We all know that ambulatory medicine, that subfield of internal medicine, is hurting.

That’s the case for a number of reasons. Given the current practice environment, many physicians no longer find outpatient practice to be rewarding. When you couple falling reimbursement with a proportional increase in paperwork hassles and other frustrations, you’ve created what ACP and ABIM have proclaimed the “perfect storm” that has led to the decline of the office-based internist.

Recent estimates demonstrate that 21% of internal-medicine-only trained physicians are no longer in practice after 10 years. Equally troubling, ACP numbers show that the number of third-year residents planning a career in internal medicine has dropped from 54% in 1998 to 27% in 2003.

In response, the ABIM has proposed a maintenance-of-certification process for the office-based physician. Such a comprehensive care physician (or “comprehensivist”) would be, among other things (and I’m quoting from an ABIM committee report), an

– expert diagnostician and clinician
– a patient advocate
– an effective communicator
– a team leader and effective teammate
– an effective change agent
– a practitioner accountable for efficient, accessible care

Last time I checked, this was the job description of, well, a doctor. The ABIM claims to have many tools available to validate a physician’s efficacy in the aforementioned skills (because what, really, did we learn during all those years of medical school and residency?). Once certified, physicians would be able to claim that they practice “Internal Medicine with [a] focused practice in Comprehensive Care.”

Now, I don’t claim to know how to cure the particular maladies of outpatient medicine, but I’m willing to bet that the aforementioned recertification process won’t do it! What would it mean to be a physician who did not strive to be a patient advocate and an expert diagnostician and clinician? (Unemployed, I’d guess.) We have always differentiated our skills by subspecializing in internal medicine, surgery or obstetrics. But across the board, we share a passion for our patients and a desire to provide efficient, effective care.

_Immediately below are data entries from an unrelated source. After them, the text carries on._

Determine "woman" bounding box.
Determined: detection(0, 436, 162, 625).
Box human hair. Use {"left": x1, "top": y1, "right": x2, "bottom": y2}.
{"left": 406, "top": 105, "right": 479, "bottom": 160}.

The ABIM claims that the physicians who would seek such designation should focus their practice “on providing longitudinal, coordinated care for patients across the continuum of illness and sites of care.” Who would practice outpatient medicine, or any form of medicine for that matter, in any other fashion? Would non-comprehensivists intentionally practice uncoordinated and discontinuous care? Perhaps these doctors would shun medical charts and follow-up labs, and have office hours only on the third Tuesday of monosyllabic months.

I am also trying to picture the validation tools that the ABIM claims to have already developed to assess a comprehensivist’s competency. Will the team leadership test require proof that a physician’s fantasy football team made the playoffs last year?

And what about proving one’s merit as an agent of change? I am not even sure what this means, but it sounds like the campaign slogan for any one of the current slate of presidential candidates vying for our vote.

Unless there is a lucrative procedure attached to this added recertification, and I have great difficulty envisioning what such a procedure would entail, it is unlikely to staunch the ongoing mass exodus of primary care physicians from office-based practice.

As a hospitalist trained in internal medicine and a long-standing member of ACP, I am certainly sympathetic to the plight of office-based medicine and to any attempt to address that plight. I also believe that our medical leaders need to be thinking outside of the box in terms of solutions.

While comprehensive care recertification may be the quid quo pro for hospitalists’ “focused recognition” recertification, I don’t think the “comprehensivist” represents the much needed lifeline for ambulatory care. I see that I am not alone in this opinion: Last month, ACP also came out against the idea.